Covid-19 underlines the home truth that you can’t just lump EMs together in a homogeneous asset class — and the extent to which investment risks and rewards in individual EM economies vary. Recovery in different emerging market economies is being determined by (the vastly different) approaches taken to tackling the pandemic, putting individual countries on different economic trajectories that makes them less homogeneous, Robeco’s global head of fundamental equities Fabiana Fedeli writes in the Financial Times. And with the variation in recovery paths come disparities in the impact of three core EM economic vulnerabilities, Fedeli says. For example, South Africa — whose gross external debt to FX reserves ratio is at 300% — is significantly more exposed to credit default risks than Taiwan, where the ratio is just over 40%.

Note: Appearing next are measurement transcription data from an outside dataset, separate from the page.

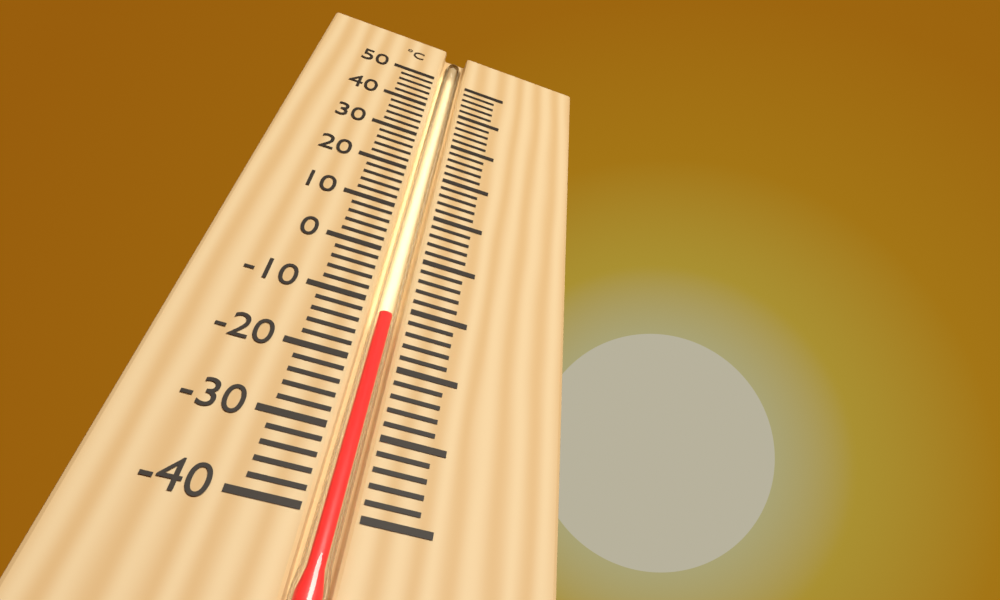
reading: -12 °C
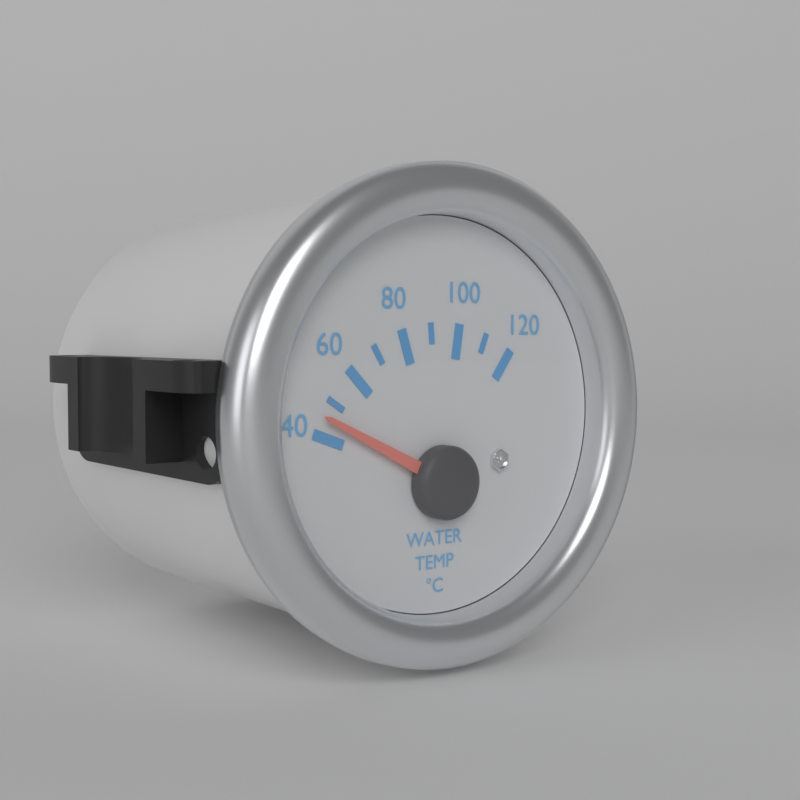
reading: 45 °C
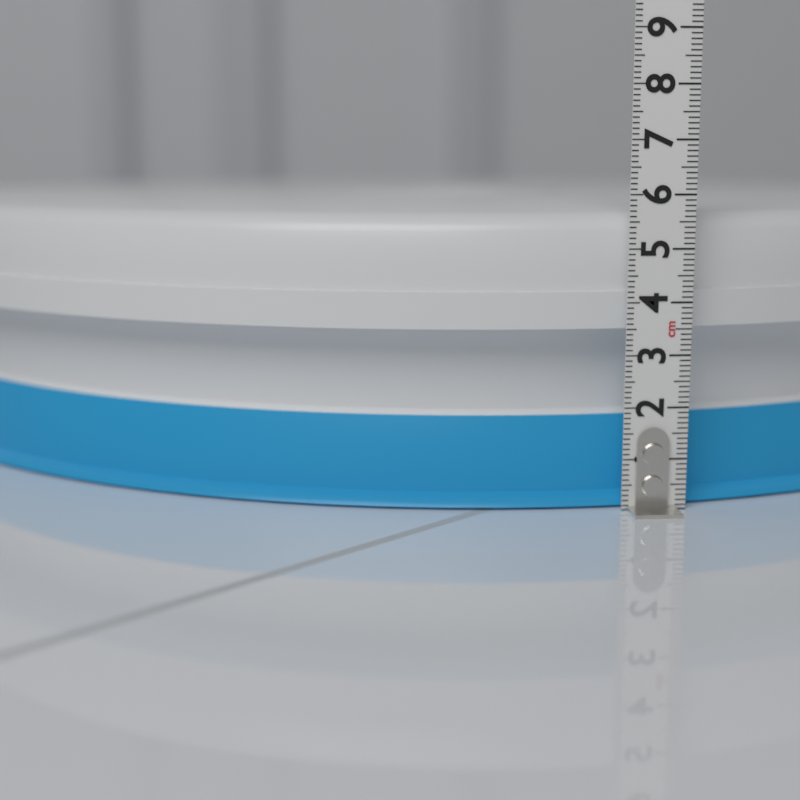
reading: 5.7 cm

For long-term rewards, investors should decouple EMs from each other and assess them as individual countries — not as a collective asset class. The potential impact on investment returns will be felt even by the North Asian countries that are closer to economic recovery, especially China. Governments currently pouring money into economic stimulus packages could up the regulation around returns in a bid to increase their inflows. Global supply chains are likely to face continued disruption, as localization increases and companies seek less reliance on a single overseas supplier. And consumption habits will remain low, impacting domestic demand for leisure and travel especially, until a covid-19 vaccine is widely available. This means it’s essential that risks and possibilities for outsized returns are assessed on a country-by-country basis.